Comments to the Authors:

Thank you for the opportunity to review this very interesting paper that asserts evolutionary theory has explanatory power to understand institutional change and provide reliable guidance on how to create an equitable, inclusive, and adaptable society. The authors present two case studies as empirical support for these claims.

Overall, the paper is well organized and flows logically by connecting theory, practice, processes, and data to arrive at and support the authors’ conclusions. The concepts and terms are explained in language understandable to TVOL readers. Contributions of the paper include demonstrating that institutional change requires individual change, e.g., willingness to be authentic, vulnerable, reflective; explaining the importance of a multilevel perspective for effective management, governance, and policymaking; and illuminating the importance of intentionality and target selection grounded in the CDPs; and providing evidence for the efficacy and past application of this approach which will give courage to people interested in transforming their organizations and societies by adopting prosocial practices and policies.

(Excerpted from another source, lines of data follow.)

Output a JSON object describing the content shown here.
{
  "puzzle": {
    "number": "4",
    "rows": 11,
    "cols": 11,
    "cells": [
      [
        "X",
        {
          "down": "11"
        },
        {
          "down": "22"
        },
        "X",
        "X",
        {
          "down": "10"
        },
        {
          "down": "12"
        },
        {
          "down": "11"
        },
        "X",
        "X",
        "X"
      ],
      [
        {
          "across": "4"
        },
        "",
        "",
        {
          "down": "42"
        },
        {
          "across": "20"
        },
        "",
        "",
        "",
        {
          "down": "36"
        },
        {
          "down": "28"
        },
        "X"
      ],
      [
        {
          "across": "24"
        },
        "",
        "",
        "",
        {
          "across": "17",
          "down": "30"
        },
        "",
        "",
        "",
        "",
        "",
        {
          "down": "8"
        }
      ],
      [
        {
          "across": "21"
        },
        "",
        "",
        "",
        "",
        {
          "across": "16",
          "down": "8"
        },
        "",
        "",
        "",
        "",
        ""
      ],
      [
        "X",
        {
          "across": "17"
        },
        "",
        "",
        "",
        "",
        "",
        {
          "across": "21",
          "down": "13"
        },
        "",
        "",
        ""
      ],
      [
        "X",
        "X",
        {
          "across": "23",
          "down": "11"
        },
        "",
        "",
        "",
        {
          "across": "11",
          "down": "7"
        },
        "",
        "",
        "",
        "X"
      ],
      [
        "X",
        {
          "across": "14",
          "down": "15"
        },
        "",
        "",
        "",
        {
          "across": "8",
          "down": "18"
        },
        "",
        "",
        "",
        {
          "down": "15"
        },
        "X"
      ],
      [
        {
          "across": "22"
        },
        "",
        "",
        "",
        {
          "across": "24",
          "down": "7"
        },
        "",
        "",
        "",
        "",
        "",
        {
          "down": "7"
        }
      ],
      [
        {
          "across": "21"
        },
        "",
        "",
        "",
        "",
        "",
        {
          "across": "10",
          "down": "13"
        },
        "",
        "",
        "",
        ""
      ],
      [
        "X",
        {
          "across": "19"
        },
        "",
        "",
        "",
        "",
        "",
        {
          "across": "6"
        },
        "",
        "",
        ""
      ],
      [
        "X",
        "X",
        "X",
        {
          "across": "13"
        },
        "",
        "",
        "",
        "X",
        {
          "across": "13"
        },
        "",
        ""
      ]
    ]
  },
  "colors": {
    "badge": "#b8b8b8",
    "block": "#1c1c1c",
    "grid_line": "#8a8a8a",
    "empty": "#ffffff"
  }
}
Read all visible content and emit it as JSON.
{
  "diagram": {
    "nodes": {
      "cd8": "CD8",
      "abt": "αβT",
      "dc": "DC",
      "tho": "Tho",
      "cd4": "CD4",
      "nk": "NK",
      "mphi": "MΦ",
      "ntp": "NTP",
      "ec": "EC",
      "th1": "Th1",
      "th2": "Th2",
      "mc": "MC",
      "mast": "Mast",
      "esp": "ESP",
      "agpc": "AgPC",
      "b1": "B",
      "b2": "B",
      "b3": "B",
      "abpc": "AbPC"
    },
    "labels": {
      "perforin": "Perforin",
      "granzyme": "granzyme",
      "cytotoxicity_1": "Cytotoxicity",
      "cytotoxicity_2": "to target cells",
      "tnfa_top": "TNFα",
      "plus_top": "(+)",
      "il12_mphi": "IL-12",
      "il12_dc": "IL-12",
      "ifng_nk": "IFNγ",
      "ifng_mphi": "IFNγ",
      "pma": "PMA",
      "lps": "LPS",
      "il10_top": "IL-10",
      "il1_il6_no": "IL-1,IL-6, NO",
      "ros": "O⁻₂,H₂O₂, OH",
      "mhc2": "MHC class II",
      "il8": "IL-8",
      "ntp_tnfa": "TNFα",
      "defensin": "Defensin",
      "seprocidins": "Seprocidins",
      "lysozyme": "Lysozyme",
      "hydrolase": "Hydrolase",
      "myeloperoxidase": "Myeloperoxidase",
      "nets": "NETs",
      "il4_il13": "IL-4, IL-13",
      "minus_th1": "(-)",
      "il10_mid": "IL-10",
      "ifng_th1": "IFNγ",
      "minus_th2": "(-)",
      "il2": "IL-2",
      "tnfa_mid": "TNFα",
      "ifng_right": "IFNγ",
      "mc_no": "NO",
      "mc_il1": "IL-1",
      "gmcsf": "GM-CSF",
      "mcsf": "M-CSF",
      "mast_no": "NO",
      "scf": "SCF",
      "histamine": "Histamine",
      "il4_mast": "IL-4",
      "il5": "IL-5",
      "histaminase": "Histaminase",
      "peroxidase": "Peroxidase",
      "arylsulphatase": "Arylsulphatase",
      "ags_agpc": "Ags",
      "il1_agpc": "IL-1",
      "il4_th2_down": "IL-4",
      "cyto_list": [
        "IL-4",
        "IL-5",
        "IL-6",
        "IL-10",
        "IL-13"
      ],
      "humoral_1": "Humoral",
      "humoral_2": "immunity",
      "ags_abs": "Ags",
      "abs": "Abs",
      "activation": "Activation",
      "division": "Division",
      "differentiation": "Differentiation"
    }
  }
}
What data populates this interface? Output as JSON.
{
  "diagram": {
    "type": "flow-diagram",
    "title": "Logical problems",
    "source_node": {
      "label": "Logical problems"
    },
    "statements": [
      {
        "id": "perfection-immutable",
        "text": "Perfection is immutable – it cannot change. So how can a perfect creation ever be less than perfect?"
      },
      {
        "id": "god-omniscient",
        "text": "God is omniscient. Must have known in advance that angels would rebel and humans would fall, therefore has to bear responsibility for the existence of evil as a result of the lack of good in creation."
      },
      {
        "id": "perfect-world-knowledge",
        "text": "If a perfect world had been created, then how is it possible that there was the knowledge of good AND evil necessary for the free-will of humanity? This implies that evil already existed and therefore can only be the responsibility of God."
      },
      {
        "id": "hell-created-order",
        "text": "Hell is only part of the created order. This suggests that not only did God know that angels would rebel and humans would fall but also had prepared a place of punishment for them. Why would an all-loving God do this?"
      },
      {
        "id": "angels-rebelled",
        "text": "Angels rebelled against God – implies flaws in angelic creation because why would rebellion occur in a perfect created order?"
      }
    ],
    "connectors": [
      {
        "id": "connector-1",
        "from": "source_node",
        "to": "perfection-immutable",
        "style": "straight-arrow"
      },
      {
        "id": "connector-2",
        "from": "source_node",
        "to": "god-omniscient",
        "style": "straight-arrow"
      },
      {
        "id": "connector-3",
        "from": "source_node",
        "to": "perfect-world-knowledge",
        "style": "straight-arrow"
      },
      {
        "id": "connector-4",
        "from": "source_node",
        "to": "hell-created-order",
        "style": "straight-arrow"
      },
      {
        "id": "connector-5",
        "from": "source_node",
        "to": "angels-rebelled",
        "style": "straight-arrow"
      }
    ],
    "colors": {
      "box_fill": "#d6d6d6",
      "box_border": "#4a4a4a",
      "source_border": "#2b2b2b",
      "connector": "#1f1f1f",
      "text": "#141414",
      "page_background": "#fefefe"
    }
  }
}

Strengths of the paper include:

·  Its insights that prosocial behaviors operating at scale can produce social pathologies at large scales; that adaptations can be maladaptive; and that prosociality at scale requires four elements: evolution, multilevel, culture, and conscious approach, noting the evolutionary value of equity and inclusion.

·  How conflict is worsened through rigid thinking about self, attention, emotion, cognition, behavior, and inconsistency with one’s values, and how personal short-term gains can take people away from their values and long-term desires.

·  The empirical evidence from the Australian agency case, which was compelling, especially the survey results graphics.

·  Focusing reader attention on two actionable elements, governance and adaptability.

Opportunities:

·  On p. 7 in the Relational Frame Theory paragraph mid-page, provide an example of a symbotype, e.g., of inferring an arbitrary symbol to describe and alter relationships between events and objects.

·  On p. 8’s discussion of symbolic niche, perhaps include analogy of niche construction in nature. This will help readers who are unfamiliar with that term.

Overall, I greatly enjoyed reading this paper. Thank you for your work on it.